Tom Keegan: Jayhawks resolve to make the most of chances

By Tom Keegan     Feb 25, 2016

Nick Krug
Kansas forward Landen Lucas (33) gets up to defend against a shot from West Virginia guard Tarik Phillip (12) during the first half, Tuesday, Jan. 9, 2016 at Allen Fieldhouse.

Baylor standout forward Taurean Prince took the question head on and spit out the truth in concise fashion.

The question: What makes Kansas so tough to put away?

Prince’s answer: “They don’t stop. They just continuously grind it out.”

That answer applies to how Kansas plays even within possessions that take a negative turn. One statistic stood out to Baylor coach Scott Drew. The Bears turned 20 offensive rebounds into just 14 points. That’s quite a testament to how Kansas is not giving up easy baskets anywhere on the floor.

The deeper Tuesday night’s 66-60 victory at Baylor progressed, the tougher KU’s defense became. Baylor shot 4-of-16 in the final 12:34. The Bears settled for seven three-point shots during that stretch and made just two.

Watching opponents taking shots near the hoop against Kansas these days resembles watching someone who really has to go try to hurry to the restroom in a really crowded bar. Opponents look so rushed, but too crowded to find an easy path to points.

It has such a different look from when KU’s conference road record stood at 1-3 after losses in Morgantown, W.Va., Stillwater, Okla., and Ames, Iowa. Oklahoma State and Iowa State combined to shoot .509 from the field and .476 from three.

In KU’s four road games since then, all victories, TCU, Oklahoma, Kansas State and Baylor have shot a combined .341 overall and .326 from three in front of home crowds. In each game, the home team’s leading scorer was held below his conference scoring average.

These days, the home team consistently looks like the rattled one, Kansas the composed one. The Jayhawks make themselves at home everywhere now.

How did such a transformation take place?

“We noticed watching the tape, on the road when we were down, we were just panicking, and we didn’t do that at home when we were down the same amount, even more sometimes, and we were able to come back,” junior center Landen Lucas said. “And we were like, if we just do the same kind of stuff, stay together like we do at home, we’re able to win those games. Once the Iowa State game passed, we figured that out, and we talked about it, and I think we’ve done a good job changing that.”

Good is an understatement.

Baylor took an eight-point lead on Terry Maston’s bucket with 13:48 remaining and scored 13 points the rest of the way, the final three on a meaningless bucket with two seconds left. That’s some pretty serious defense.

— Sports editor Tom Keegan appears on “The Drive” every Sunday at 10:30 p.m. on WIBW-TV.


## [WHAT THIS TASK INVOLVES]
Send back the line that contains "Give bounding boxes" and all lines following it through the end of the data below, exactly, omitting pictures.

____________________

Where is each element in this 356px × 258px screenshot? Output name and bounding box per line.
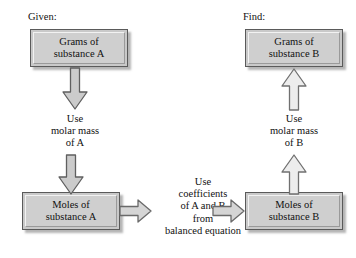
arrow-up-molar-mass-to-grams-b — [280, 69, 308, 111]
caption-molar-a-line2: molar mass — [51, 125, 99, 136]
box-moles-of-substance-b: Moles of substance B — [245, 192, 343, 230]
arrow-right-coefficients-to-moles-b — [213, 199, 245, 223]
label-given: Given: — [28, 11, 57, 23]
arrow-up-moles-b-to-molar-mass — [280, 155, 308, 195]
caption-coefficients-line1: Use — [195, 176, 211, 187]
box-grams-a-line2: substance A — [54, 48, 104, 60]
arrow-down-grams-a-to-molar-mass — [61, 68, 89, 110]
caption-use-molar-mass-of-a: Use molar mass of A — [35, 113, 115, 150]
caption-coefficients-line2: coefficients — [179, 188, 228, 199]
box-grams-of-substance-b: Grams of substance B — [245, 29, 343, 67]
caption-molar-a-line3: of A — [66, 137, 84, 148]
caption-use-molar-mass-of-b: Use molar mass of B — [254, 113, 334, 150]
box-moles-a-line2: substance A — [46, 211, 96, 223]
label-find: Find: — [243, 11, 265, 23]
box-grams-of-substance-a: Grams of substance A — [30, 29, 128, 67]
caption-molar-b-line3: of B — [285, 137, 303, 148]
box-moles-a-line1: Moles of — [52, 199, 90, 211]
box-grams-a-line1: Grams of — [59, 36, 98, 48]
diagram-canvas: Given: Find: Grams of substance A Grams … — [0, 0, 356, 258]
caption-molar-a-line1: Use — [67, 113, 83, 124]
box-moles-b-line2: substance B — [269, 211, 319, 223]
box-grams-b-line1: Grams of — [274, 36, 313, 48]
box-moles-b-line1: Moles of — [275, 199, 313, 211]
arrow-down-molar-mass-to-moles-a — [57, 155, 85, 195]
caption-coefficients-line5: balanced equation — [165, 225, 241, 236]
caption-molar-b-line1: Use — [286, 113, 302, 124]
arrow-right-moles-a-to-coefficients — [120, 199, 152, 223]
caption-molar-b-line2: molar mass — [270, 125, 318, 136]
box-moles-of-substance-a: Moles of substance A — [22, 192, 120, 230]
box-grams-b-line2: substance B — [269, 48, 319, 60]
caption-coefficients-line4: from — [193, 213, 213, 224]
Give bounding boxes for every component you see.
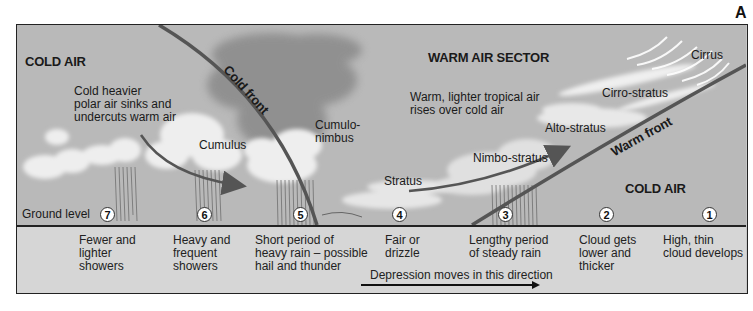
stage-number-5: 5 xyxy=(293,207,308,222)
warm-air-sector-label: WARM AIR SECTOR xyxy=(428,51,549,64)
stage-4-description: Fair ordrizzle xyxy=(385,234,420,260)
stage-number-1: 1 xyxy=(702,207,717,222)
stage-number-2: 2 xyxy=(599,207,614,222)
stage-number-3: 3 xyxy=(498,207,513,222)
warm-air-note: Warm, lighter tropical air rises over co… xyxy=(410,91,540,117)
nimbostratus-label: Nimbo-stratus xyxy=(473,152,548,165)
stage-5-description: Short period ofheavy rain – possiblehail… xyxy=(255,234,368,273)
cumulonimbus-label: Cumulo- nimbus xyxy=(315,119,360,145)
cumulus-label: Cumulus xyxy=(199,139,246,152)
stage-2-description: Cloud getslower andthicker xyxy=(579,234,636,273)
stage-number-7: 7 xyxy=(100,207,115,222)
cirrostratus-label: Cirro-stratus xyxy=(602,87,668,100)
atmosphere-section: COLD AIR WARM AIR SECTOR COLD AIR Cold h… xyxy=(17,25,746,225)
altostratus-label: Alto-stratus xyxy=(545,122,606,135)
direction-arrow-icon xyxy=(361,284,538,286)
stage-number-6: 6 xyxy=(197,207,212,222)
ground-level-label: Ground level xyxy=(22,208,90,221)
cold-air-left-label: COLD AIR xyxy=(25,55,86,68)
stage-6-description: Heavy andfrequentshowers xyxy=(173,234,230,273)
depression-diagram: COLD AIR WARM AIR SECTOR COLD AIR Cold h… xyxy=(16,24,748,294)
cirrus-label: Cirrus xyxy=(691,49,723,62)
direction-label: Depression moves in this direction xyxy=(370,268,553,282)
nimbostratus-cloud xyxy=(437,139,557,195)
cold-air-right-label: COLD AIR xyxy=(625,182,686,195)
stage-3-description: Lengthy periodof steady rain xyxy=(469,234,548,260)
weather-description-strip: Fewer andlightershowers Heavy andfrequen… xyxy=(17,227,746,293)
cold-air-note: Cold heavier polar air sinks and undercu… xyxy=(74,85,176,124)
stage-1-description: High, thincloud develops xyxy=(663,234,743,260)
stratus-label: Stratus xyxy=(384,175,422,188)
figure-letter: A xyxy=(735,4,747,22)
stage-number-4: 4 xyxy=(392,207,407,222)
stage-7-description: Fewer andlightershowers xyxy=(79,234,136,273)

____________________

## [TASK OUTPUT]
Give bounding boxes for every component you see.
stage-number-5: 5 xyxy=(293,207,308,222)
warm-air-sector-label: WARM AIR SECTOR xyxy=(428,51,549,64)
stage-4-description: Fair ordrizzle xyxy=(385,234,420,260)
stage-number-1: 1 xyxy=(702,207,717,222)
stage-number-2: 2 xyxy=(599,207,614,222)
stage-number-3: 3 xyxy=(498,207,513,222)
warm-air-note: Warm, lighter tropical air rises over co… xyxy=(410,91,540,117)
nimbostratus-label: Nimbo-stratus xyxy=(473,152,548,165)
stage-5-description: Short period ofheavy rain – possiblehail… xyxy=(255,234,368,273)
cumulonimbus-label: Cumulo- nimbus xyxy=(315,119,360,145)
cumulus-label: Cumulus xyxy=(199,139,246,152)
stage-2-description: Cloud getslower andthicker xyxy=(579,234,636,273)
stage-number-7: 7 xyxy=(100,207,115,222)
cirrostratus-label: Cirro-stratus xyxy=(602,87,668,100)
atmosphere-section: COLD AIR WARM AIR SECTOR COLD AIR Cold h… xyxy=(17,25,746,225)
altostratus-label: Alto-stratus xyxy=(545,122,606,135)
direction-arrow-icon xyxy=(361,284,538,286)
stage-number-6: 6 xyxy=(197,207,212,222)
ground-level-label: Ground level xyxy=(22,208,90,221)
cold-air-left-label: COLD AIR xyxy=(25,55,86,68)
stage-6-description: Heavy andfrequentshowers xyxy=(173,234,230,273)
depression-diagram: COLD AIR WARM AIR SECTOR COLD AIR Cold h… xyxy=(16,24,748,294)
cirrus-label: Cirrus xyxy=(691,49,723,62)
direction-label: Depression moves in this direction xyxy=(370,268,553,282)
nimbostratus-cloud xyxy=(437,139,557,195)
cold-air-right-label: COLD AIR xyxy=(625,182,686,195)
stage-3-description: Lengthy periodof steady rain xyxy=(469,234,548,260)
weather-description-strip: Fewer andlightershowers Heavy andfrequen… xyxy=(17,227,746,293)
cold-air-note: Cold heavier polar air sinks and undercu… xyxy=(74,85,176,124)
stage-1-description: High, thincloud develops xyxy=(663,234,743,260)
stratus-label: Stratus xyxy=(384,175,422,188)
figure-letter: A xyxy=(735,4,747,22)
stage-number-4: 4 xyxy=(392,207,407,222)
stage-7-description: Fewer andlightershowers xyxy=(79,234,136,273)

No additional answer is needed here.